- #Apple dvd player gray screen movie#
- #Apple dvd player gray screen full#
- #Apple dvd player gray screen tv#
- #Apple dvd player gray screen free#
Now the DVD icon is on the Desktop, so drag it onto VLC and it’ll start playing the movie within just a few seconds:

To watch a DVD, the easiest way is to insert the DVD, then quit DVD Player. VLC turns out to be a really useful video player because in addition to working with DVDs in an AirPlay friendly manner, it can also let you see WMA, AVI, MKS and many other video files, far more than iTunes can handle.
#Apple dvd player gray screen free#
Instead, a slick free app called VLC Media Player can be quickly downloaded from here:. Oh, okay, maybe it’s not quite that dramatic!
#Apple dvd player gray screen tv#
First off, here’s what you’d see both on the Mac screen and the TV screen if you try to watch a DVD while you have AirPlay pushing your video signal to the TV (go into Apple -> System Preferences… -> Display to enable “AirPlay Mirroring”):Ĭrazy, eh? No warning message, no pop-up “can’t view movies in AirPlay video mirror mode”, nothing.

The good news? There’s a nice alternative DVD player that will sidestep the entire issue and work perfectly with AirPlay! Whatever the nuance here, it’s sure annoying and a lot of people have bumped into this limitation of DVD Player.
#Apple dvd player gray screen full#
The concept behind this is probably something to do with the definition of “broadcast” rights with a consumer DVD playback system according to some Byzantine MPAA regulation that Apple has to follow so as not to get in trouble with the big players in Hollywood.The fact that you can still plug in your TV directly via HDMI and watch a movie full screen (particularly easy if you have an HDMI plug on the Mac directly, as the latest generation sports) presumably falls under some other nuance of the law as that’s an alternative approach to having the DVD in your computer but the movie shown on the TV. You can see that’s the case because you can watch an iTunes movie via AirPlay without the slightest hiccup. I am always surprised, though, when anyone wanting to watch Now native on a TV set, and having issues, doesn’t just buy a Roku device or an Amazon Firestick at a small cost, and use that.There’s actually nothing broken in the configuration you specify, what you’re hitting is a built-in limitation of DVD Player that’s tied to digital rights management (DRM) requirements for the Apple DVD playback code. What model of Samsung TV have you got that used to work and now doesn’t? Though Now on my 2015 JS9000 is a bit hit and miss, but solid as a rock on the Roku Stick+ connected to it, so I use that, except when troubleshooting. So it takes the safest option, in view of its obligations to its content providers, and shuts down the video when it detects screen-sharing software.Īs far as I know, the support for Samsung TVs hasn’t changed recently, and is still as here:. Now’s problem with screen mirroring is that it doesn’t know if the stream is going to an HDCP-compliant device, or can’t be bothered to check.

Maybe your parents are Mac mavens, I don’t know, and wouldn’t dream of getting NowTV via a Stick or any other way? In which case fine.īut if you offered them the choice of what they have now, or a £20 Stick, which way do you think they would ‘slight argument’ would have been over two years ago The simplest and most reliable way by far to have NowTV, if you don’t have it as a built-in app on a TV, is with a NowTV or Roku Stick. If there is TV/home cinema/media stuff in my house that nobody can work but me, then I count that a failure and look for simplifications.Īnd I got the idea from your post above that you did not want to over-burden them with technicalities, but maybe I got that wrong? The three stars beside my name indicate that I am one of the Community Contributors, so yes a NowTV customer not an employee, but we are a team who regularly help out here.Īnd I must hold my hand up to being a techie (IT support is my day job) but I know lots of people, especially our parents, aren’t, and we must temper our wind to the shorn lamb with them.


What is required
Please find the lines in the following records that hold "content", and copy them.

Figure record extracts
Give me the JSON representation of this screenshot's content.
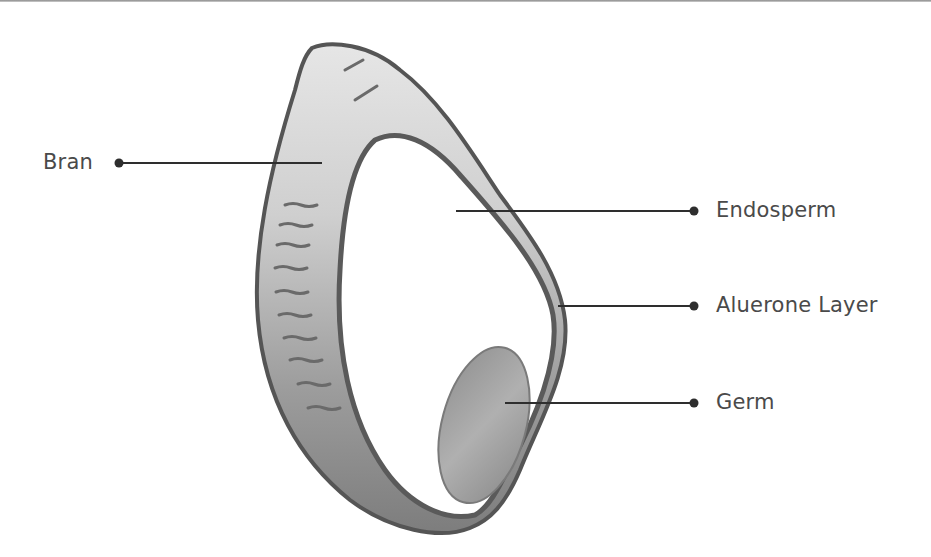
{
  "diagram": {
    "colors": {
      "line": "#2e2e2e",
      "text": "#4a4a4a",
      "bran_fill": "#a9a9a9",
      "bran_dark": "#6a6a6a",
      "germ_fill": "#9a9a9a",
      "background": "#ffffff"
    },
    "labels": [
      {
        "id": "bran",
        "text": "Bran",
        "side": "left"
      },
      {
        "id": "endosperm",
        "text": "Endosperm",
        "side": "right"
      },
      {
        "id": "aleurone",
        "text": "Aluerone Layer",
        "side": "right"
      },
      {
        "id": "germ",
        "text": "Germ",
        "side": "right"
      }
    ]
  }
}
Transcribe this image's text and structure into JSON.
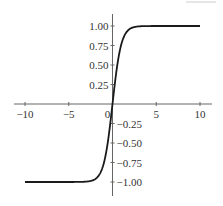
{
  "chart_data": {
    "type": "line",
    "title": "",
    "xlabel": "",
    "ylabel": "",
    "function": "tanh(x)",
    "xlim": [
      -10,
      10
    ],
    "ylim": [
      -1.0,
      1.0
    ],
    "grid": false,
    "legend": null,
    "x_ticks": [
      -10,
      -5,
      0,
      5,
      10
    ],
    "x_tick_labels": [
      "−10",
      "−5",
      "0",
      "5",
      "10"
    ],
    "y_ticks": [
      1.0,
      0.75,
      0.5,
      0.25,
      -0.25,
      -0.5,
      -0.75,
      -1.0
    ],
    "y_tick_labels": [
      "1.00",
      "0.75",
      "0.50",
      "0.25",
      "−0.25",
      "−0.50",
      "−0.75",
      "−1.00"
    ],
    "series": [
      {
        "name": "tanh(x)",
        "color": "#1a1a1a",
        "x": [
          -10,
          -5,
          -3,
          -2.5,
          -2,
          -1.5,
          -1,
          -0.5,
          0,
          0.5,
          1,
          1.5,
          2,
          2.5,
          3,
          5,
          10
        ],
        "y": [
          -1.0,
          -0.9999,
          -0.995,
          -0.987,
          -0.964,
          -0.905,
          -0.762,
          -0.462,
          0.0,
          0.462,
          0.762,
          0.905,
          0.964,
          0.987,
          0.995,
          0.9999,
          1.0
        ]
      }
    ]
  },
  "colors": {
    "axis": "#666666",
    "curve": "#1a1a1a",
    "text": "#333333"
  }
}
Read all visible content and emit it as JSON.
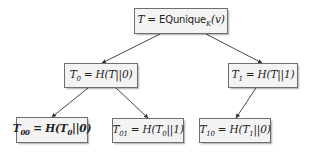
{
  "diagram": {
    "type": "binary-tree",
    "title": "",
    "colors": {
      "node_fill": "#f3f3f3",
      "node_border": "#6f6f6f",
      "edge": "#333333",
      "text": "#222222"
    },
    "nodes": [
      {
        "id": "root",
        "label": "T = EQunique_K(v)",
        "display": {
          "lhs": "T",
          "eq": " = ",
          "func": "EQunique",
          "sub": "K",
          "arg": "(v)"
        },
        "box": [
          134,
          8,
          94,
          26
        ],
        "bold": false
      },
      {
        "id": "T0",
        "label": "T0 = H(T||0)",
        "display": {
          "lhs": "T",
          "lhs_sub": "0",
          "rhs": " = H(T||0)"
        },
        "box": [
          64,
          63,
          74,
          25
        ],
        "bold": false
      },
      {
        "id": "T1",
        "label": "T1 = H(T||1)",
        "display": {
          "lhs": "T",
          "lhs_sub": "1",
          "rhs": " = H(T||1)"
        },
        "box": [
          228,
          63,
          70,
          25
        ],
        "bold": false
      },
      {
        "id": "T00",
        "label": "T00 = H(T0||0)",
        "display": {
          "lhs": "T",
          "lhs_sub": "00",
          "rhs_pre": " = H(T",
          "rhs_sub": "0",
          "rhs_post": "||0)"
        },
        "box": [
          16,
          117,
          72,
          26
        ],
        "bold": true
      },
      {
        "id": "T01",
        "label": "T01 = H(T0||1)",
        "display": {
          "lhs": "T",
          "lhs_sub": "01",
          "rhs_pre": " = H(T",
          "rhs_sub": "0",
          "rhs_post": "||1)"
        },
        "box": [
          112,
          118,
          72,
          25
        ],
        "bold": false
      },
      {
        "id": "T10",
        "label": "T10 = H(T1||0)",
        "display": {
          "lhs": "T",
          "lhs_sub": "10",
          "rhs_pre": " = H(T",
          "rhs_sub": "1",
          "rhs_post": "||0)"
        },
        "box": [
          199,
          118,
          72,
          25
        ],
        "bold": false
      }
    ],
    "edges": [
      {
        "from": "root",
        "to": "T0",
        "points": [
          160,
          34,
          102,
          63
        ]
      },
      {
        "from": "root",
        "to": "T1",
        "points": [
          206,
          34,
          262,
          63
        ]
      },
      {
        "from": "T0",
        "to": "T00",
        "points": [
          88,
          88,
          52,
          117
        ]
      },
      {
        "from": "T0",
        "to": "T01",
        "points": [
          116,
          88,
          148,
          118
        ]
      },
      {
        "from": "T1",
        "to": "T10",
        "points": [
          256,
          88,
          236,
          118
        ]
      }
    ]
  }
}
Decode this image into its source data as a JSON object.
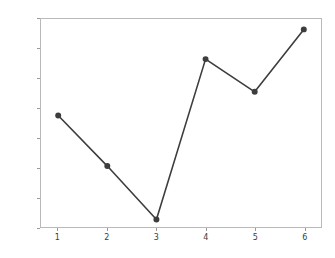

The completed task
Give me the JSON representation of this screenshot's content.
Read all visible content and emit it as JSON.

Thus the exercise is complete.